The mass circulation Prothom Alo and Ittefaq newspapers said that initiatives were underway to proclaim the ordinance to protect the “July warriors” from the law.

According to reports, a meeting chaired by Home Adviser Lt. Gen. (retd.) Jahangir Alam Chowdhury on Monday decided to proclaim the instance of one such law enacted by the post-independence Awami League government for the freedom fighters of the 1971 Liberation War.

The move follows a meeting chaired by Home Adviser Lt. Gen. (retd.) Jahangir Alam Chowdhury on Monday.

Officials discussed modelling the ordinance on a law enacted by the post-independence Awami League government for the freedom fighters of the 1971 Liberation War.

Two recent incidents are said to have prompted the government’s initiative. On 25 December, law enforcement arrested July warrior Tahrima Jannat Surovi on charges of extortion and blackmail.

She was later granted bail by a local court in Gazipur on the outskirts of Dhaka. In another case, police in northeastern Habiganj arrested Mahdi Hassan on Saturday after he, along with a crowd, went to a local police station and threatened the officer in charge.

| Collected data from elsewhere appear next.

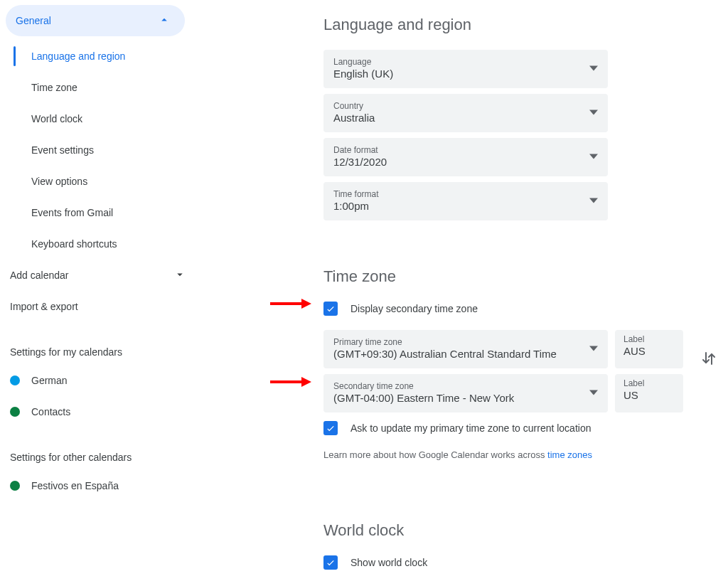 Image resolution: width=728 pixels, height=586 pixels. I want to click on dropdown-date-format: Date format 12/31/2020, so click(466, 157). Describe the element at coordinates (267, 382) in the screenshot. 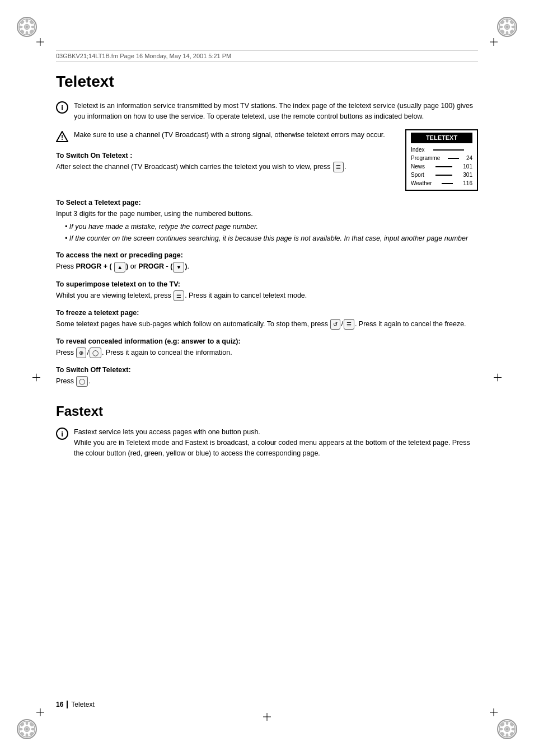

A Habiganj court freed him on bail the following day.

Following the arrests, activists of the Students against Discrimination (SAD), the group that spearheaded the July Uprising and from which the National Citizen Party later emerged, staged massive protests in Dhaka, Habiganj, and other locations.

They demanded the unconditional release of the arrested leaders and legal protection for the July warriors under a special measure, prompting authorities to take steps to promulgate the ordinance.